Gasoline is expensive in Colombia, compared to Ecuador, and as the trip wore on we had to laugh at our descent in traveling style, from big luxury buses to decreasing-in-size mini-buses, from chiva-style rattletraps to double-cab pickups (above right, me, before six others crowded in) and, finally, standing and hanging for a short ride on the back of a jeep as it sped up the hill to a village. All that was left was to hire a ride on a horse-drawn cart or on the back of a motorcycle. Everyone from schoolgirls to grandmothers to families with babies ride small Honda bikes, and in fact in our last village we almost hired a ride on market day from a line of motorcycle taxis standing ready. When I asked the young driver if he had an extra helmet, he laughed.

Because the Andes are still a geologically active region, many of the cities we visited in Ecuador – Ambato and Ibarra – and in Colombia, have been destroyed at one time or another by earthquakes. The most recent, and devastating, was in 1983 in the colonial “white” city of Popayán, our first destination in Colombia. Many buildings, including the cathedral, were destroyed, and hundreds died. This small city has been largely rebuilt in the colonial style, and was a delightful stop for a few days. Michael found a couple of chess partners at the local university while I visited museums and churches.

From Popoyán we launched into the “great unknown” to the east – San Augustin and Tierradentro, a vast region of archeological mysteries, ancient cultures, and the headwaters of the Magdalena River, which runs the length of this beautiful country. Colombia is much larger than Ecuador – about the size of France, Spain and Portugal combined – but in many ways it resembles our corner of Ecuador. Spectacular green mountain ranges, villages tucked into river valleys or on high plateaus, and houses made of adobe. But the mountains are lower and the climate is milder – semitropical – so folks love their flowers, birds and trees. In the village of Tierradentro, where we’d gone to visit ancient underground tombs, we sat on a roadside bench one afternoon and watched two macaws making a huge racket in a nearby tree. A couple pulled up on a motorbike at the house in front of the tree and invited us to come visit their menagerie – a back yard filled with creatures running free – “Like us,” the woman, Luz Elena, said cheerfully: a miniature Doberman Pinscher, a small pig, fuzzy cuyes (guinea pigs) creeping around, and other animals along with a large cage with cockatoos and parrots. The man, Favi, said someone had brought the two macaws to them from the Amazon several months ago, and they settled right in to the little house and feeding platform in their own tree.

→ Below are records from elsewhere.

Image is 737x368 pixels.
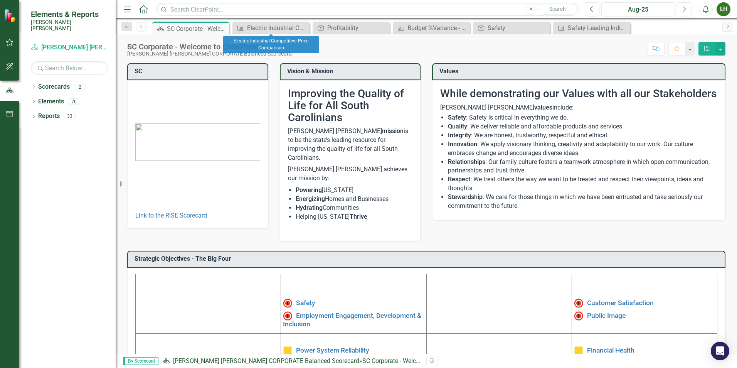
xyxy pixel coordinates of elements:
[272,337,279,343] img: mceclip3%20v3.png
[31,10,108,19] span: Elements & Reports
[173,357,359,364] a: [PERSON_NAME] [PERSON_NAME] CORPORATE Balanced Scorecard
[38,82,70,91] a: Scorecards
[296,195,325,202] strong: Energizing
[350,213,367,220] strong: Thrive
[601,2,675,16] button: Aug-25
[448,113,717,122] li: : Safety is critical in everything we do.
[549,6,566,12] span: Search
[440,88,717,100] h2: While demonstrating our Values with all our Stakeholders
[296,212,413,221] li: Helping [US_STATE]
[448,123,467,130] strong: Quality
[327,23,388,33] div: Profitability
[563,337,570,343] img: mceclip4.png
[448,158,717,175] li: : Our family culture fosters a teamwork atmosphere in which open communication, partnerships and ...
[587,346,634,354] a: Financial Health
[283,311,292,320] img: Not Meeting Target
[296,299,315,306] a: Safety
[288,163,413,184] p: [PERSON_NAME] [PERSON_NAME] achieves our mission by:
[475,23,548,33] a: Safety
[64,113,76,119] div: 33
[382,127,404,135] strong: mission
[156,3,579,16] input: Search ClearPoint...
[407,23,468,33] div: Budget %Variance​ - Electric NFOM + CAPITAL
[223,36,319,53] div: Electric Industrial Competitive Price Comparison
[296,186,322,193] strong: Powering
[362,357,464,364] div: SC Corporate - Welcome to ClearPoint
[38,112,60,121] a: Reports
[439,68,721,75] h3: Values
[555,23,628,33] a: Safety Leading Indicator Reports (LIRs)
[574,346,583,355] img: Caution
[283,346,292,355] img: Caution
[534,104,552,111] strong: values
[288,127,413,163] p: [PERSON_NAME] [PERSON_NAME] is to be the state’s leading resource for improving the quality of li...
[448,158,485,165] strong: Relationships
[68,98,80,105] div: 70
[488,23,548,33] div: Safety
[604,5,672,14] div: Aug-25
[448,175,470,183] strong: Respect
[717,2,730,16] button: LH
[574,298,583,308] img: High Alert
[711,341,729,360] div: Open Intercom Messenger
[296,204,413,212] li: Communities
[127,51,292,57] div: [PERSON_NAME] [PERSON_NAME] CORPORATE Balanced Scorecard
[440,103,717,112] p: [PERSON_NAME] [PERSON_NAME] include:
[127,42,292,51] div: SC Corporate - Welcome to ClearPoint
[38,97,64,106] a: Elements
[448,175,717,193] li: : We treat others the way we want to be treated and respect their viewpoints, ideas and thoughts.
[296,186,413,195] li: [US_STATE]
[4,9,17,22] img: ClearPoint Strategy
[234,23,308,33] a: Electric Industrial Competitive Price Comparison
[135,212,207,219] a: Link to the RISE Scorecard
[448,193,717,210] li: : We care for those things in which we have been entrusted and take seriously our commitment to t...
[448,122,717,131] li: : We deliver reliable and affordable products and services.
[538,4,577,15] button: Search
[31,19,108,32] small: [PERSON_NAME] [PERSON_NAME]
[135,255,721,262] h3: Strategic Objectives - The Big Four
[448,131,717,140] li: : We are honest, trustworthy, respectful and ethical.
[283,311,421,327] a: Employment Engagement, Development & Inclusion
[296,204,323,211] strong: Hydrating
[448,193,483,200] strong: Stewardship
[448,140,717,158] li: : We apply visionary thinking, creativity and adaptability to our work. Our culture embraces chan...
[162,357,421,365] div: »
[123,357,158,365] span: By Scorecard
[135,68,264,75] h3: SC
[315,23,388,33] a: Profitability
[31,43,108,52] a: [PERSON_NAME] [PERSON_NAME] CORPORATE Balanced Scorecard
[574,311,583,320] img: Not Meeting Target
[296,195,413,204] li: Homes and Businesses
[563,278,570,284] img: mceclip2%20v3.png
[167,24,227,34] div: SC Corporate - Welcome to ClearPoint
[448,131,471,139] strong: Integrity
[395,23,468,33] a: Budget %Variance​ - Electric NFOM + CAPITAL
[587,299,654,306] a: Customer Satisfaction
[283,298,292,308] img: High Alert
[568,23,628,33] div: Safety Leading Indicator Reports (LIRs)
[287,68,416,75] h3: Vision & Mission
[296,346,369,354] a: Power System Reliability
[74,84,86,90] div: 2
[272,278,279,284] img: mceclip1%20v4.png
[31,61,108,75] input: Search Below...
[448,140,477,148] strong: Innovation
[587,311,626,319] a: Public Image
[448,114,466,121] strong: Safety
[247,23,308,33] div: Electric Industrial Competitive Price Comparison
[288,88,413,123] h2: Improving the Quality of Life for All South Carolinians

Interestingly, both Favi and Luz Elena are “little people,” and in only two days in this small village, we saw at least ten dwarfs, and others with dwarf-like features. One of the tomb sites we visited was named El Duende, meaning “elf,” as it had held bones of an extraordinarily small person. We could only think that since this was the most isolated place we visited, tucked in a valley between high mountains, there’ve probably been a lot of cousin marriages over the generations.

The underground tombs of Tierradentro, dating back about 2000 years, are scattered over a wide area, dug into hilltops on both side of the valley. Protected now as national park sites and watched over by friendly guards/guides, we were the only visitors. A guard unlocked wire hatches and the rest was up to us…to maneuver difficult, spiraling, stone steps down and peer into dark caverns. Scooped out of volcanic rock, and sealed for millennia from the light, most tombs were doom-shaped cavities supported with pillars decorated with geometric designs, with niches for ceramic urns with bones. Amazingly, nothing is known of the civilization that built the tombs. We had to make long walks from site to site, and all the tombs seemed the same, so after clambering down and up five or six, panting with the heat and effort, I began to ask the guards, politely I hope: “Is there anything interestingly different down there?

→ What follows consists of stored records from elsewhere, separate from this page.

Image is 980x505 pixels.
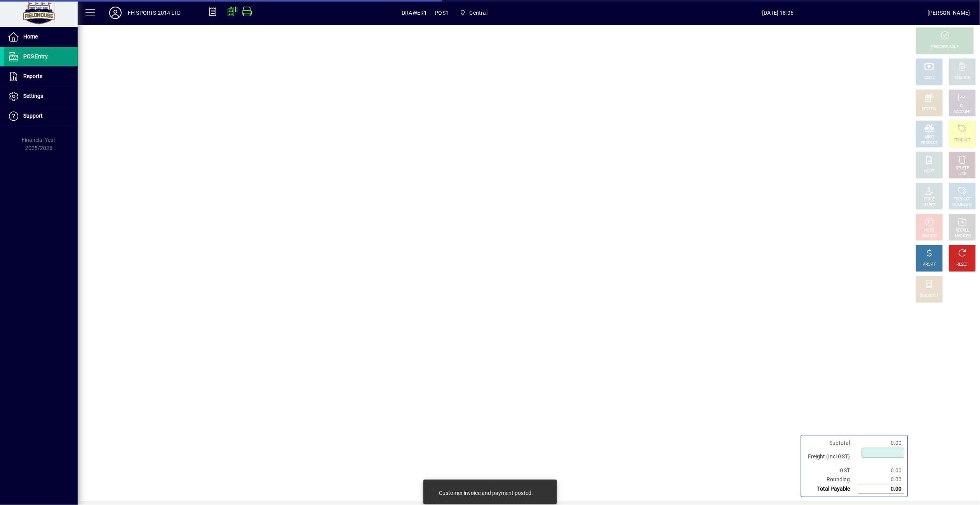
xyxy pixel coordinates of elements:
span: Central [470,7,488,19]
div: EFTPOS [923,106,937,112]
div: Customer invoice and payment posted. [439,489,533,496]
div: CHARGE [955,75,970,81]
td: Total Payable [804,484,858,494]
td: 0.00 [858,466,905,475]
div: INVOICE [922,233,937,239]
span: Reports [23,73,42,79]
span: Support [23,113,43,119]
div: RECALL [956,228,969,233]
span: POS Entry [23,53,47,59]
div: SELECT [923,202,937,208]
div: ACCOUNT [953,109,971,115]
div: FH SPORTS 2014 LTD [128,7,180,19]
span: [DATE] 18:06 [629,7,928,19]
div: PRODUCT [921,140,938,146]
div: HOLD [924,228,935,233]
span: Home [23,33,37,39]
div: PRODUCT [953,138,971,143]
div: INVOICES [954,233,971,239]
td: 0.00 [858,475,905,484]
a: Support [4,106,77,126]
a: Reports [4,67,77,86]
div: RESET [957,262,968,268]
div: LINE [959,171,966,177]
td: 0.00 [858,484,905,494]
div: GL [960,104,965,109]
a: Home [4,27,77,47]
div: PRICE [924,196,935,202]
span: Central [456,6,490,20]
div: DELETE [956,166,969,171]
span: Settings [23,93,43,99]
div: PROFIT [923,262,936,268]
div: DISCOUNT [920,293,939,299]
span: DRAWER1 [401,7,427,19]
td: GST [804,466,858,475]
div: PRODUCT [953,196,971,202]
a: Settings [4,87,77,106]
div: [PERSON_NAME] [928,7,970,19]
div: NOTE [924,168,935,174]
td: Rounding [804,475,858,484]
td: Freight (Incl GST) [804,448,858,466]
div: CASH [924,75,935,81]
div: MISC [925,134,934,140]
div: PROCESS SALE [931,44,959,50]
td: Subtotal [804,438,858,448]
div: SUMMARY [953,202,972,208]
td: 0.00 [858,438,905,448]
button: Profile [103,6,128,20]
span: POS1 [435,7,449,19]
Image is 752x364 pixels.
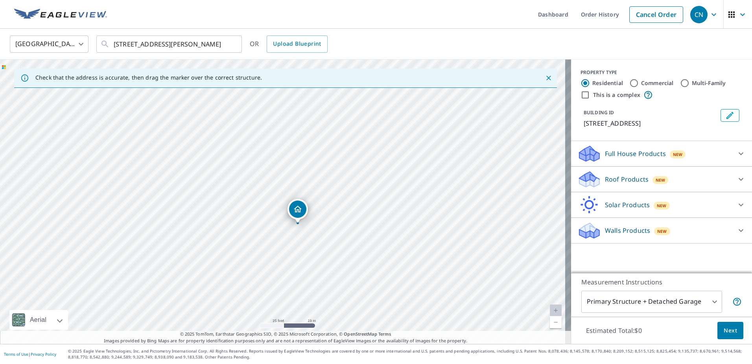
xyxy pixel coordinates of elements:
[605,149,666,158] p: Full House Products
[35,74,262,81] p: Check that the address is accurate, then drag the marker over the correct structure.
[724,325,737,335] span: Next
[733,297,742,306] span: Your report will include the primary structure and a detached garage if one exists.
[28,310,49,329] div: Aerial
[584,118,718,128] p: [STREET_ADDRESS]
[550,304,562,316] a: Current Level 20, Zoom In Disabled
[721,109,740,122] button: Edit building 1
[641,79,674,87] label: Commercial
[4,351,56,356] p: |
[584,109,614,116] p: BUILDING ID
[581,69,743,76] div: PROPERTY TYPE
[673,151,683,157] span: New
[31,351,56,356] a: Privacy Policy
[250,35,328,53] div: OR
[544,73,554,83] button: Close
[690,6,708,23] div: CN
[629,6,683,23] a: Cancel Order
[581,290,722,312] div: Primary Structure + Detached Garage
[344,330,377,336] a: OpenStreetMap
[593,91,640,99] label: This is a complex
[656,177,666,183] span: New
[267,35,327,53] a: Upload Blueprint
[580,321,648,339] p: Estimated Total: $0
[180,330,391,337] span: © 2025 TomTom, Earthstar Geographics SIO, © 2025 Microsoft Corporation, ©
[10,33,89,55] div: [GEOGRAPHIC_DATA]
[578,221,746,240] div: Walls ProductsNew
[718,321,744,339] button: Next
[605,225,650,235] p: Walls Products
[288,199,308,223] div: Dropped pin, building 1, Residential property, 706 Rockingham Wylie, TX 75098
[605,200,650,209] p: Solar Products
[657,228,667,234] span: New
[578,144,746,163] div: Full House ProductsNew
[692,79,726,87] label: Multi-Family
[578,195,746,214] div: Solar ProductsNew
[9,310,68,329] div: Aerial
[273,39,321,49] span: Upload Blueprint
[581,277,742,286] p: Measurement Instructions
[550,316,562,328] a: Current Level 20, Zoom Out
[378,330,391,336] a: Terms
[592,79,623,87] label: Residential
[4,351,28,356] a: Terms of Use
[605,174,649,184] p: Roof Products
[657,202,667,209] span: New
[578,170,746,188] div: Roof ProductsNew
[14,9,107,20] img: EV Logo
[114,33,226,55] input: Search by address or latitude-longitude
[68,348,748,360] p: © 2025 Eagle View Technologies, Inc. and Pictometry International Corp. All Rights Reserved. Repo...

Our third day in Tierradentro, when I tried to visit the two museums attached to the park, a guard informed me that they were closed, “for public safety.” He said something like “guerilla action” and pointed toward the mountains to the east. I asked if the large “boom” Michael and I heard while climbing to other tombs that morning – that I thought was thunder – might, but have been a… bomba! he confirmed.

And this brings us to the part of the story that Colombian tourism officials were rather I not tell.The FARC (Revolutionary Armed Forces of Colombia), the so-called “people’s army,” has been engaged in armed conflict with the military for over thirty years. During that time, violence has come from all sides: the army, the paramilitaries, narcotraficantes and the FARC, fighting a guerrilla war mostly in remote regions.

We heard stories, including one from Pacho, our horse guide, of being “taken” by militares or paramilitares years ago and feeling lucky to have escaped with his life. “I was never anything but a guide in my entire life.” We saw manned bunkers built of sand bags right in the middle of village squares. We saw the remains of a bank, blown up and robbed by FARC eleven years ago and left pretty much untouched since then. Several times, while on buses, we were stopped by soldiers and escorted off. Men were lined up and patted down (including Michael; (see photo) and questioned, and women’s bags searched, including mine. For what? We kept asking. Drugs? Guns? No clear answer. The young soldiers were friendly, and no one objected when I took photos, but it was very reminiscent of Central America in the 1980s during the war-torn years we lived there.

Things had calmed down in last few years, and Colombia’s tourism was just beginning to rebound. Then, on the day we left, a car bomb in Bogotá targeting a right-wing ex-minister killed two people and injured many others, and the U.S. Embassy immediately issued a “terrorism” travel advisory.

Despite all this, the Colombians are wonderfully friendly people – open, curious, eager to be of help if they see you stopped in the street looking at a map, or grabbing your arm affectionately while giving directions. Indigenous people are more reserved, as in Ecuador. Curiously, we saw little evidence of indigenous, at least those easily identified by clothing or language, except for our last stop, a small village called Silvia, where the Guambianos live in hamlets outside town. Men wear bright-blue, calf-length, wrap skirts with pink fringe, fedora-style hats, ponchos and ankle boots. Women dress in variations of the same colors, also with ankle boots (though I saw a few fashion-conscious young women in running shoes). They don’t like cameras, and there were no postcards (Colombia has no national postal system!) but I grabbed a couple of photos on market day.